Therefore, pipelining is the recommended method to parallelise a model across multiple IPUs.
You can find more details on pipelined training in this section of the Targeting the IPU from TensorFlow guide.
A more comprehensive review of those two model parallelism approaches is provided in this dedicated guide.
You could also consider using IPUPipelineEstimator : it is a variant of the IPUEstimator that automatically handles most aspects of running a (pipelined) program on an IPU. Here you can find a code example showing how to use the IPUPipelineEstimator to train a simple CNN on the CIFAR-10 dataset.

Parallelization strategies for deep learning

What strategies and forms of parallelization are feasible and available for training and serving a neural network?:
inside a machine across cores (e.g. GPU / TPU / CPU)
across machines on a network or a rack
I'm also looking for evidence for how they may also be used in e.g. TensorFlow, PyTorch or MXNet.
Training
To my knowledge, when training large neural networks on large datasets, one could at least have:
Different cores or machines operate on different parts of the graph ("graph splitting"). E.g. backpropagation through the graph itself can be parallelized e.g. by having different layers hosted on different machines since (I think?) the autodiff graph is always a DAG.
Different cores or machines operate on different samples of data ("data splitting"). In SGD, the computation of gradients across batches or samples can also be parallelized (e.g. the gradients can be combined after computing them independently on different batches). I believe this is also called gradient accumulation (?).
When is each strategy better for what type of problem or neural network? Which modes are supported by modern libraries? and can one combine all four (2x2) strategies?
On top of that, I have read about:
Asynchronous training
Synchronous training
but I don't know what exactly that refers to, e.g. is it the computation of gradients on different data batches or the computation of gradients on different subgraphs? Or perhaps it refers to something else altogether?
Serving
If the network is huge, prediction / inference may also be slow, and the model may not fit on a single machine in memory at serving time. Are there any known multi-core and multi-node prediction solutions that work that can handle such models?
Training
In general, there are two strategies of parallelizing model training: data parallelism and model parallelism.
1. Data parallelism
This strategy splits training data into N partitions, each of which will be trained on different “devices” (different CPU cores, GPUs, or even machines). In contrast to training without data parallelism which produces one gradient per minibatch, we now have N gradients for each minibatch step. The next question is how we should combine these N gradients.
One way to do it is by averaging all the N gradients and then updating the model parameters once based on the average. This technique is called synchronous distributed SGD. By doing the average, we have a more accurate gradient, but with a cost of waiting all the devices to finish computing its own local gradient.
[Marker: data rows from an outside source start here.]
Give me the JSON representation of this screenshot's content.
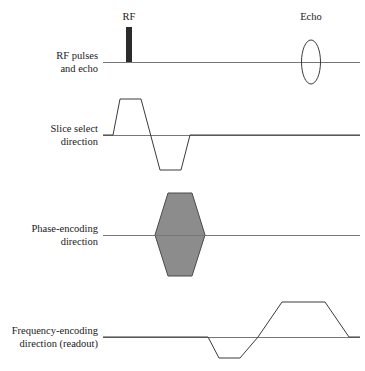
{
  "figure": {
    "background_color": "#ffffff",
    "line_color": "#3a3a3a",
    "baseline_color": "#777777",
    "fill_gray": "#8c8c8c",
    "rf_pulse_color": "#2b2b2b"
  },
  "event_labels": {
    "rf": "RF",
    "echo": "Echo"
  },
  "rows": [
    {
      "id": "rf-pulses-and-echo",
      "label_line1": "RF pulses",
      "label_line2": "and echo",
      "baseline_y": 62
    },
    {
      "id": "slice-select-direction",
      "label_line1": "Slice select",
      "label_line2": "direction",
      "baseline_y": 135
    },
    {
      "id": "phase-encoding-direction",
      "label_line1": "Phase-encoding",
      "label_line2": "direction",
      "baseline_y": 235
    },
    {
      "id": "frequency-encoding-direction",
      "label_line1": "Frequency-encoding",
      "label_line2": "direction (readout)",
      "baseline_y": 337
    }
  ],
  "chart_data": {
    "type": "line",
    "xlabel": "",
    "ylabel": "",
    "grid": false,
    "legend": "none",
    "axis_x_start": 103,
    "axis_x_end": 360,
    "label_right_edge": 98,
    "series": [
      {
        "name": "RF pulses and echo",
        "baseline_y": 62,
        "elements": [
          {
            "kind": "rect",
            "name": "rf-pulse",
            "x": 126,
            "y": 27,
            "width": 6,
            "height": 35,
            "fill": "#2b2b2b"
          },
          {
            "kind": "ellipse",
            "name": "echo-signal",
            "cx": 311,
            "cy": 62,
            "rx": 9.5,
            "ry": 22
          }
        ]
      },
      {
        "name": "Slice select direction",
        "baseline_y": 135,
        "elements": [
          {
            "kind": "polyline",
            "name": "slice-select-gradient",
            "points": "103,135 113,135 120,99 141,99 160,170 181,170 190,135 360,135"
          }
        ]
      },
      {
        "name": "Phase-encoding direction",
        "baseline_y": 235,
        "elements": [
          {
            "kind": "polygon-filled",
            "name": "phase-encoding-gradient",
            "points": "155,235 168,193 192,193 205,235 192,276 168,276",
            "fill": "#8c8c8c"
          }
        ]
      },
      {
        "name": "Frequency-encoding direction (readout)",
        "baseline_y": 337,
        "elements": [
          {
            "kind": "polyline",
            "name": "readout-gradient",
            "points": "103,337 208,337 219,358 240,358 258,337 282,302 325,302 349,337 360,337"
          }
        ]
      }
    ]
  }
}
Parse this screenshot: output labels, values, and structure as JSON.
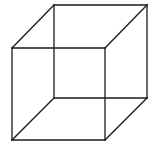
{
  "diagram": {
    "type": "wireframe-cube",
    "stroke_color": "#1a1a1a",
    "background": "#ffffff",
    "vertices": {
      "front_top_left": [
        12,
        48
      ],
      "front_top_right": [
        105,
        48
      ],
      "front_bottom_left": [
        12,
        140
      ],
      "front_bottom_right": [
        105,
        140
      ],
      "back_top_left": [
        54,
        5
      ],
      "back_top_right": [
        147,
        5
      ],
      "back_bottom_left": [
        54,
        98
      ],
      "back_bottom_right": [
        147,
        98
      ]
    },
    "edges": [
      [
        "front_top_left",
        "front_top_right"
      ],
      [
        "front_top_right",
        "front_bottom_right"
      ],
      [
        "front_bottom_right",
        "front_bottom_left"
      ],
      [
        "front_bottom_left",
        "front_top_left"
      ],
      [
        "back_top_left",
        "back_top_right"
      ],
      [
        "back_top_right",
        "back_bottom_right"
      ],
      [
        "back_bottom_right",
        "back_bottom_left"
      ],
      [
        "back_bottom_left",
        "back_top_left"
      ],
      [
        "front_top_left",
        "back_top_left"
      ],
      [
        "front_top_right",
        "back_top_right"
      ],
      [
        "front_bottom_left",
        "back_bottom_left"
      ],
      [
        "front_bottom_right",
        "back_bottom_right"
      ]
    ]
  }
}
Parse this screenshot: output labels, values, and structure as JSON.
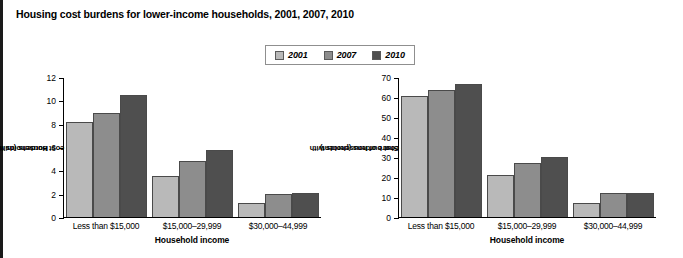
{
  "figure": {
    "title": "Housing cost burdens for lower-income households, 2001, 2007, 2010"
  },
  "legend": {
    "position": "top-center",
    "items": [
      {
        "label": "2001",
        "color": "#b9b9b9"
      },
      {
        "label": "2007",
        "color": "#8d8d8d"
      },
      {
        "label": "2010",
        "color": "#4f4f4f"
      }
    ]
  },
  "chart_data": [
    {
      "type": "bar",
      "title": "Housing cost burdens for lower-income households, 2001, 2007, 2010",
      "panel": "left",
      "categories": [
        "Less than $15,000",
        "$15,000–29,999",
        "$30,000–44,999"
      ],
      "series": [
        {
          "name": "2001",
          "color": "#b9b9b9",
          "values": [
            8.2,
            3.5,
            1.25
          ]
        },
        {
          "name": "2007",
          "color": "#8d8d8d",
          "values": [
            9.0,
            4.8,
            2.0
          ]
        },
        {
          "name": "2010",
          "color": "#4f4f4f",
          "values": [
            10.5,
            5.8,
            2.1
          ]
        }
      ],
      "xlabel": "Household income",
      "ylabel": "Households with severe cost burdens (millions)",
      "ylabel_line1": "Households with",
      "ylabel_line2": "severe cost burdens (millions)",
      "ylim": [
        0,
        12
      ],
      "yticks": [
        0,
        2,
        4,
        6,
        8,
        10,
        12
      ],
      "grid": false
    },
    {
      "type": "bar",
      "panel": "right",
      "categories": [
        "Less than $15,000",
        "$15,000–29,999",
        "$30,000–44,999"
      ],
      "series": [
        {
          "name": "2001",
          "color": "#b9b9b9",
          "values": [
            61,
            21,
            7
          ]
        },
        {
          "name": "2007",
          "color": "#8d8d8d",
          "values": [
            64,
            27,
            12
          ]
        },
        {
          "name": "2010",
          "color": "#4f4f4f",
          "values": [
            67,
            30,
            12
          ]
        }
      ],
      "xlabel": "Household income",
      "ylabel": "Share of households with severe cost burdens (percent)",
      "ylabel_line1": "Share of households with",
      "ylabel_line2": "severe cost burdens (percent)",
      "ylim": [
        0,
        70
      ],
      "yticks": [
        0,
        10,
        20,
        30,
        40,
        50,
        60,
        70
      ],
      "grid": false
    }
  ]
}
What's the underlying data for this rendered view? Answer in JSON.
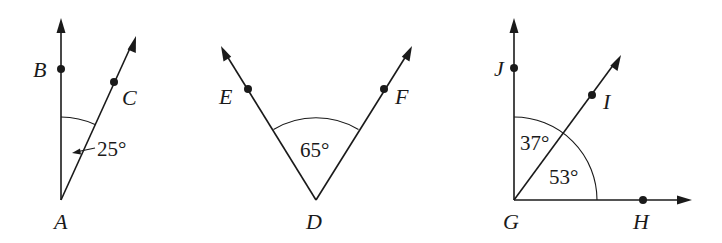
{
  "figures": [
    {
      "id": "angle-BAC",
      "vertex": "A",
      "points": [
        "B",
        "C"
      ],
      "angle_label": "25°",
      "labels": {
        "A": "A",
        "B": "B",
        "C": "C"
      }
    },
    {
      "id": "angle-EDF",
      "vertex": "D",
      "points": [
        "E",
        "F"
      ],
      "angle_label": "65°",
      "labels": {
        "D": "D",
        "E": "E",
        "F": "F"
      }
    },
    {
      "id": "angle-JGH",
      "vertex": "G",
      "points": [
        "J",
        "I",
        "H"
      ],
      "angle_labels": {
        "JGI": "37°",
        "IGH": "53°"
      },
      "labels": {
        "G": "G",
        "H": "H",
        "I": "I",
        "J": "J"
      }
    }
  ],
  "colors": {
    "ink": "#1a1a1a",
    "background": "#ffffff"
  }
}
Another way is by not combining the gradients — each gradient will instead be used to update the model parameters independently. So, there will be N parameter updates for each minibatch step, in contrast to only one for the previous technique. This technique is called asynchronous distributed SGD. Because it doesn't have to wait other devices to finish, the async approach will take less time to complete a minibatch step than the sync approach will do. However, the async approach will produce a more noisy gradient, so it might need to complete more minibatch steps to catch up with the performance (in terms of loss) of the sync approach.
There are many papers proposing some improvements and optimizations on either approach, but the main idea is generally the same as described above.
In the literature there's been some disagreement on which technique is better in practice. At the end most people now settle on the synchronous approach.
Data Parallelism in PyTorch
To do synchronous SGD, we can wrap our model with torch.nn.parallel.DistributedDataParallel:
from torch.nn.parallel import DistributedDataParallel as DDP
# `model` is the model we previously initialized
model = ...
# `rank` is a device number starting from 0
model = model.to(rank)
ddp_model = DDP(model, device_ids=[rank])
Then we can train it similarly. For more details, you can refer to the official tutorial.
For doing asynchronous SGD in PyTorch, we need to implement it more manually since there is no wrapper similar to DistributedDataParallel for it.
Data Parallelism in TensorFlow/Keras
For synchronous SGD, we can use tf.distribute.MirroredStrategy to wrap the model initalization:
import tensorflow as tf
strategy = tf.distribute.MirroredStrategy()
with strategy.scope():
model = Model(...)
model.compile(...)
Then we can train it as usual. For more details, you can refer to the official guides on Keras website and TensorFlow website.
For asynchronous SGD, we can use tf.distribute.experimental.ParameterServerStrategy similarly.
2. Model Parallelism
This strategy splits the model into N parts, each of which will be computed on different devices. A common way to split the model is based on layers: different sets of layers are placed on different devices. But we can also split it more intricately depending on the model architecture.
Model Parallelism in TensorFlow and PyTorch
To implement model parallelism in either TensorFlow or PyTorch, the idea is the same: to move some model parameters into a different device.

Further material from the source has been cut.